Michigan • Insurance non-renewal or spike
Your Michigan condo insurance spiked — ice dams, water exclusions, and no FAIR Plan
Michigan isn't a hurricane state, so its insurance pain is winter, water, and a missing safety net. A non-renewal or spike here usually traces to storm and freeze-thaw losses — and to coverage gaps you only find by reading the policy.
The short answer
Michigan premiums jumped ~22% in 2024–2025, master policies frequently exclude ice-dam and gradual water damage (the state's highest claim-denial category), and Michigan has NO FAIR Plan — so a non-renewed association goes to surplus lines. CondoSignal reads your master policy and HO-6 against the Michigan market. Free.Michigan at a glance
Premium rise
≈ +22%
2024–2025.
Water damage
Often excluded
Highest claim-denial category.
FAIR Plan
None
Non-renewals go to surplus lines.
Deductibles
Shift to owners
Over 5% blocks financing.
The water-damage gap
Ice dams and gradual water intrusion are a signature Michigan loss, and standard master and HO-6 policies frequently exclude or cap them unless a special 'open perils' endorsement is bought. Water damage carries the highest claim-denial rate in the state — so confirming your master policy actually covers ice-dam and water damage is a critical step, not a given.
No FAIR Plan
Michigan is one of the few states with no property FAIR Plan or insurer of last resort. So when standard carriers non-renew an association — increasingly common as premiums rose ~22% in 2024–2025 — the only option is the surplus-lines market, at higher cost and with broader exclusions. A surplus-lines master policy is a sign the standard market walked away.
Deductibles and financing
Michigan's Condominium Act leaves insurance allocation largely to the bylaws, which increasingly shift deductibles and repair responsibility onto unit owners. A master deductible over 5% of coverage can also block conventional financing. Reading the master policy against your HO-6 — and confirming loss-assessment coverage — is the only way to see your exposure.
Your rights in Michigan
Michigan leaves insurance allocation largely to the bylaws, and the association must carry master coverage on the common elements; there's no FAIR Plan backstop. None of this is legal advice — confirm against the Condominium Act and a Michigan-licensed broker.
What to check
- Confirm the master policy covers ice-dam and gradual water damage.
- Establish whether the master policy or your HO-6 changed.
- Check whether coverage moved to surplus lines.
- Find the master deductible and whether it shifts to owners.
- Confirm your HO-6 loss-assessment coverage.
- Check whether the deductible exceeds the 5% financing cap.
Sources
Educational only — not legal, financial, or engineering advice. Confirm against the current statute and, where it matters, a Michigan-licensed professional.
FAQ
Frequently asked questions
Not sure what your documents are really telling you?
Get a free CondoSignal review of your situation — we read the paperwork against your state's rules and tell you what to do next. No cost, no obligation.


● **Exercise goal**: Every line that includes the word "terminal" needs to be copied from the listing.

● **Material provided**:
════════════════════
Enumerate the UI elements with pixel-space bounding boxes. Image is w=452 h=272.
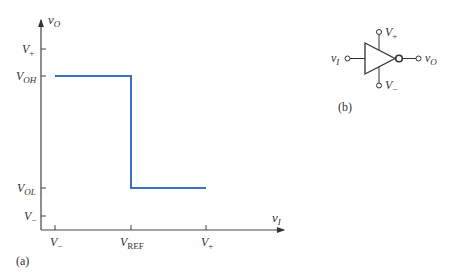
y-axis-label: vO: [48, 12, 61, 29]
caption-a: (a): [16, 254, 29, 268]
x-tick-vref: VREF: [120, 225, 144, 251]
caption-b: (b): [338, 100, 352, 114]
vminus-terminal: [377, 83, 382, 88]
input-terminal: [345, 56, 350, 61]
figure-b: vI vO V+ V− (b): [331, 25, 437, 114]
svg-text:VOL: VOL: [17, 181, 36, 197]
input-label: vI: [331, 51, 340, 67]
y-tick-vplus: V+: [22, 42, 46, 58]
vminus-label: V−: [385, 78, 397, 94]
x-tick-vminus: V−: [50, 225, 62, 251]
comparator-symbol: [345, 30, 421, 89]
output-label: vO: [425, 51, 437, 67]
svg-text:V+: V+: [201, 235, 213, 251]
y-tick-vminus: V−: [24, 209, 46, 225]
svg-text:VOH: VOH: [16, 69, 37, 85]
y-tick-vol: VOL: [17, 181, 46, 197]
svg-text:VREF: VREF: [120, 235, 144, 251]
x-tick-vplus: V+: [201, 225, 213, 251]
inversion-bubble: [396, 55, 403, 62]
x-axis-label: vI: [272, 210, 282, 227]
vplus-terminal: [377, 30, 382, 35]
figure-a: vO vI V+ VOH VOL V− V− VREF: [16, 12, 284, 268]
vplus-label: V+: [385, 25, 397, 41]
transfer-curve: [55, 76, 206, 188]
output-terminal: [416, 56, 421, 61]
diagram-canvas: vO vI V+ VOH VOL V− V− VREF: [0, 0, 452, 272]
svg-text:V−: V−: [50, 235, 62, 251]
svg-text:V−: V−: [24, 209, 36, 225]
svg-text:V+: V+: [22, 42, 34, 58]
════════════════════
● **Response to this exercise**:
vminus-terminal: [377, 83, 382, 88]
input-terminal: [345, 56, 350, 61]
vplus-terminal: [377, 30, 382, 35]
output-terminal: [416, 56, 421, 61]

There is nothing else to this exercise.